Rast, Raster, Rastest

.GIF and .JPG are special raster formats. They are compressed formats and should not be used until you are ready for the final stage of image processing. For example if you've been in Photoshop touching up a photo you should be saving that file as a PSD (Photoshop document) then when you are ready to put that image on, say, a web page, you save another version out as a JPG or GIF. Often, photos generally save out for the best as a JPG, and vector images as GIF, though that’s far from a hard and fast rule.

Every time you re-save a JPG (or GIF if you choose less colours than the original GIF) you re-compress it, lowering the quality. That’s why these file types are best when created from the source document. JPG and GIF are not very good files to use as original source images. One exception is that some JPGs are saved out with very slight compression, set to 100, which compresses the image just enough to bring the file size down to a more acceptable size but also does not ditch too much data. Another exception would be if your original has 256 or less colours, in which case the GIF format could save it out exactly as the original.

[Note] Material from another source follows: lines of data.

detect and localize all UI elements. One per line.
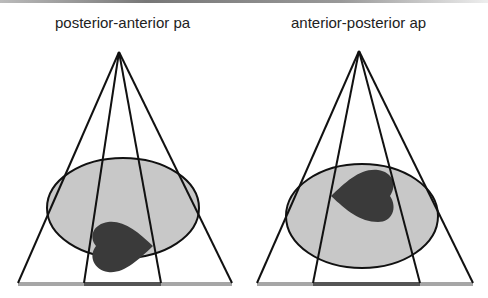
xray-projection-diagram [0,0,488,298]
pa-diagram [18,52,232,284]
ap-diagram [257,51,473,284]
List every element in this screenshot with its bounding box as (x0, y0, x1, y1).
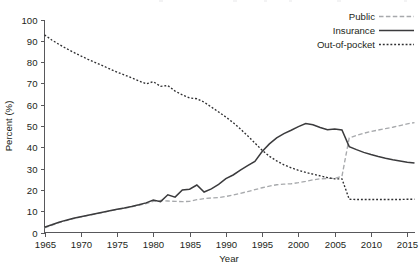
x-axis-tick-labels: 1965197019751980198519901995200020052010… (35, 239, 418, 250)
chart-legend: Public Insurance Out-of-pocket (317, 11, 414, 50)
x-tick-label: 1985 (180, 239, 201, 250)
legend-item-out-of-pocket: Out-of-pocket (317, 39, 414, 50)
x-tick-label: 1970 (71, 239, 92, 250)
data-series-group (45, 35, 415, 228)
legend-item-public: Public (349, 11, 414, 22)
y-tick-label: 100 (21, 15, 37, 26)
x-tick-label: 1990 (216, 239, 237, 250)
x-axis-title: Year (219, 253, 239, 264)
y-tick-label: 90 (27, 36, 38, 47)
y-tick-label: 70 (27, 78, 38, 89)
chart-figure: 0102030405060708090100 Percent (%) 19651… (0, 0, 420, 266)
y-tick-label: 20 (27, 185, 38, 196)
y-axis-tick-labels: 0102030405060708090100 (21, 15, 37, 239)
series-line-insurance (45, 123, 415, 227)
x-axis-ticks (46, 233, 408, 237)
y-tick-label: 40 (27, 142, 38, 153)
x-tick-label: 2015 (397, 239, 418, 250)
x-tick-label: 2000 (288, 239, 309, 250)
y-axis: 0102030405060708090100 Percent (%) (3, 15, 45, 239)
x-tick-label: 1980 (143, 239, 164, 250)
y-tick-label: 80 (27, 57, 38, 68)
x-tick-label: 1965 (35, 239, 56, 250)
x-tick-label: 1995 (252, 239, 273, 250)
legend-label-insurance: Insurance (333, 25, 375, 36)
series-line-out-of-pocket (45, 35, 415, 200)
y-tick-label: 30 (27, 164, 38, 175)
legend-item-insurance: Insurance (333, 25, 414, 36)
y-tick-label: 60 (27, 100, 38, 111)
y-axis-ticks (41, 21, 45, 234)
legend-label-out-of-pocket: Out-of-pocket (317, 39, 375, 50)
x-tick-label: 2010 (361, 239, 382, 250)
y-axis-title: Percent (%) (3, 101, 14, 152)
y-tick-label: 0 (32, 228, 37, 239)
x-tick-label: 2005 (325, 239, 346, 250)
line-chart: 0102030405060708090100 Percent (%) 19651… (0, 0, 420, 266)
y-tick-label: 50 (27, 121, 38, 132)
legend-label-public: Public (349, 11, 375, 22)
x-axis: 1965197019751980198519901995200020052010… (35, 233, 418, 265)
x-tick-label: 1975 (107, 239, 128, 250)
cropped-title-artifact (159, 0, 407, 2)
y-tick-label: 10 (27, 206, 38, 217)
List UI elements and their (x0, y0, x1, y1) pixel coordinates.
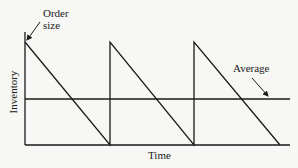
x-axis-label: Time (148, 149, 171, 161)
average-label: Average (233, 62, 269, 74)
order-size-arrow (27, 22, 40, 40)
order-size-label: Order size (43, 7, 69, 31)
inventory-sawtooth-line (25, 42, 280, 145)
order-size-label-line1: Order (43, 7, 69, 19)
y-axis-label: Inventory (7, 67, 19, 117)
order-size-label-line2: size (43, 19, 69, 31)
average-arrow (252, 78, 268, 96)
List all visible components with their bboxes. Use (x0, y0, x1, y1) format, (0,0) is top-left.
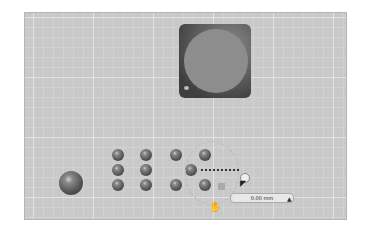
small-sphere[interactable] (140, 179, 152, 191)
panel-glint (184, 86, 189, 90)
cursor-icon: ◤ (240, 179, 246, 188)
large-sphere[interactable] (59, 171, 83, 195)
plane-handle[interactable] (218, 183, 225, 190)
small-sphere[interactable] (170, 149, 182, 161)
small-sphere[interactable] (112, 149, 124, 161)
small-sphere[interactable] (140, 164, 152, 176)
small-sphere[interactable] (112, 164, 124, 176)
small-sphere[interactable] (170, 179, 182, 191)
small-sphere[interactable] (112, 179, 124, 191)
move-axis[interactable] (201, 169, 239, 171)
small-sphere[interactable] (140, 149, 152, 161)
dimension-label[interactable]: 0.00 mm (230, 193, 294, 203)
panel-disc (184, 29, 248, 93)
lock-icon[interactable]: ▲ (287, 195, 292, 202)
screen-panel[interactable] (179, 24, 251, 98)
3d-viewport[interactable]: ◤ ✋ 0.00 mm ▲ (24, 12, 347, 220)
move-icon[interactable]: ✋ (209, 201, 221, 212)
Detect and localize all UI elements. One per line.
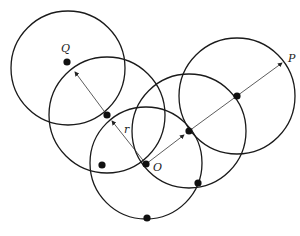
point-q — [63, 58, 70, 65]
label-o: O — [153, 161, 162, 174]
point-6 — [233, 92, 240, 99]
point-7 — [194, 179, 201, 186]
circles — [11, 11, 295, 219]
radius-arrow-upper — [75, 72, 107, 115]
points — [63, 58, 240, 221]
labels: Q P O r — [61, 42, 296, 174]
point-2 — [103, 111, 110, 118]
circle-q — [11, 11, 125, 125]
point-8 — [143, 214, 150, 221]
point-3 — [98, 161, 105, 168]
point-5 — [185, 127, 192, 134]
label-q: Q — [61, 42, 70, 55]
ray-o-to-p5 — [146, 135, 184, 164]
label-r: r — [124, 123, 130, 136]
label-p: P — [287, 52, 296, 65]
diagram-canvas: Q P O r — [0, 0, 300, 236]
point-o — [142, 160, 149, 167]
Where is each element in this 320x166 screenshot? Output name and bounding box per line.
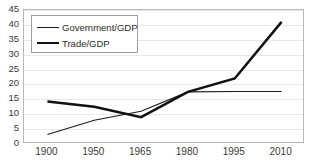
y-tick-label: 0 <box>14 138 19 148</box>
legend-line-icon-government <box>37 27 59 28</box>
legend-label-government: Government/GDP <box>62 22 138 33</box>
y-tick-label: 15 <box>8 93 19 103</box>
legend-label-trade: Trade/GDP <box>62 38 110 49</box>
y-tick-label: 35 <box>8 34 19 44</box>
x-tick-label: 2010 <box>269 146 291 158</box>
y-tick-label: 40 <box>8 19 19 29</box>
x-axis: 190019501965198019952010 <box>23 146 304 164</box>
y-tick-label: 25 <box>8 64 19 74</box>
y-tick-label: 20 <box>8 78 19 88</box>
x-tick-label: 1965 <box>129 146 151 158</box>
x-tick-label: 1995 <box>223 146 245 158</box>
x-tick-label: 1950 <box>82 146 104 158</box>
y-axis: 051015202530354045 <box>0 0 21 166</box>
legend: Government/GDP Trade/GDP <box>31 15 138 53</box>
y-tick-label: 30 <box>8 49 19 59</box>
y-tick-label: 10 <box>8 108 19 118</box>
series-line-government-gdp <box>47 92 281 135</box>
legend-line-icon-trade <box>37 42 59 45</box>
x-tick-label: 1980 <box>176 146 198 158</box>
y-tick-label: 5 <box>14 123 19 133</box>
legend-entry-trade: Trade/GDP <box>37 36 110 50</box>
y-tick-label: 45 <box>8 4 19 14</box>
legend-entry-government: Government/GDP <box>37 20 138 34</box>
x-tick-label: 1900 <box>35 146 57 158</box>
line-chart: 051015202530354045 190019501965198019952… <box>0 0 320 166</box>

Here's a more detailed look at image types.

Blog terms:

American Tree Farm System (ATFS)

American Tree Farm System (ATFS)

The American Forest Foundation (AFF) is a nonprofit 501(C)(3) conservation and education organization that strives to ensure the sustainability of America’s family forests for present and future generations. The organization's vision is to create a future where North American forests are sustained by the public which understands and values the social, economic, and environmental benefits they provide to our communities, our nation, and our world.

ATFS was in dire need of an online method to track certifications and inspections, formerly a paper system. The task of designing the visuals was awarded to our Friend, Apt Media, Inc. Translating the tracking system to digital presented many challenges, including developing designs of the utmost ease of use since maintainers of the system were volunteers.

Once the designs were in place it came time for the HTML/CSS, which we provided. The challenge here was that the system was large and needed to be kept modular so code could be reused when possible. Combine this with lots of tables to control input fields and one could easily end up with a mess.

Through planning and code vigilance Way Cool Web Design and Apt Media were able to deliver a lean, smart, sexy new tracking system.

HTML / CSS

If we had to choose one web development service as our forté it would be HTML/CSS. We're HTML coding monsters, chewing through the toughest designs to bring you web sites that look fresh and clean, and best of all, just like the design mockups you approved. We use the latest tableless XHTML so your web site has great experience cross-browser, cross-platform.

Tired of bad code or sites that don't look like approved designs? Our HTML/CSS code is the web development service which receives the ravest reviews from our clients.

Blog terms:

John was on-time and on-budget with solid communications with us - even during a massive blizzard. Also, he's keeping us on track to finish the project as we all discussed.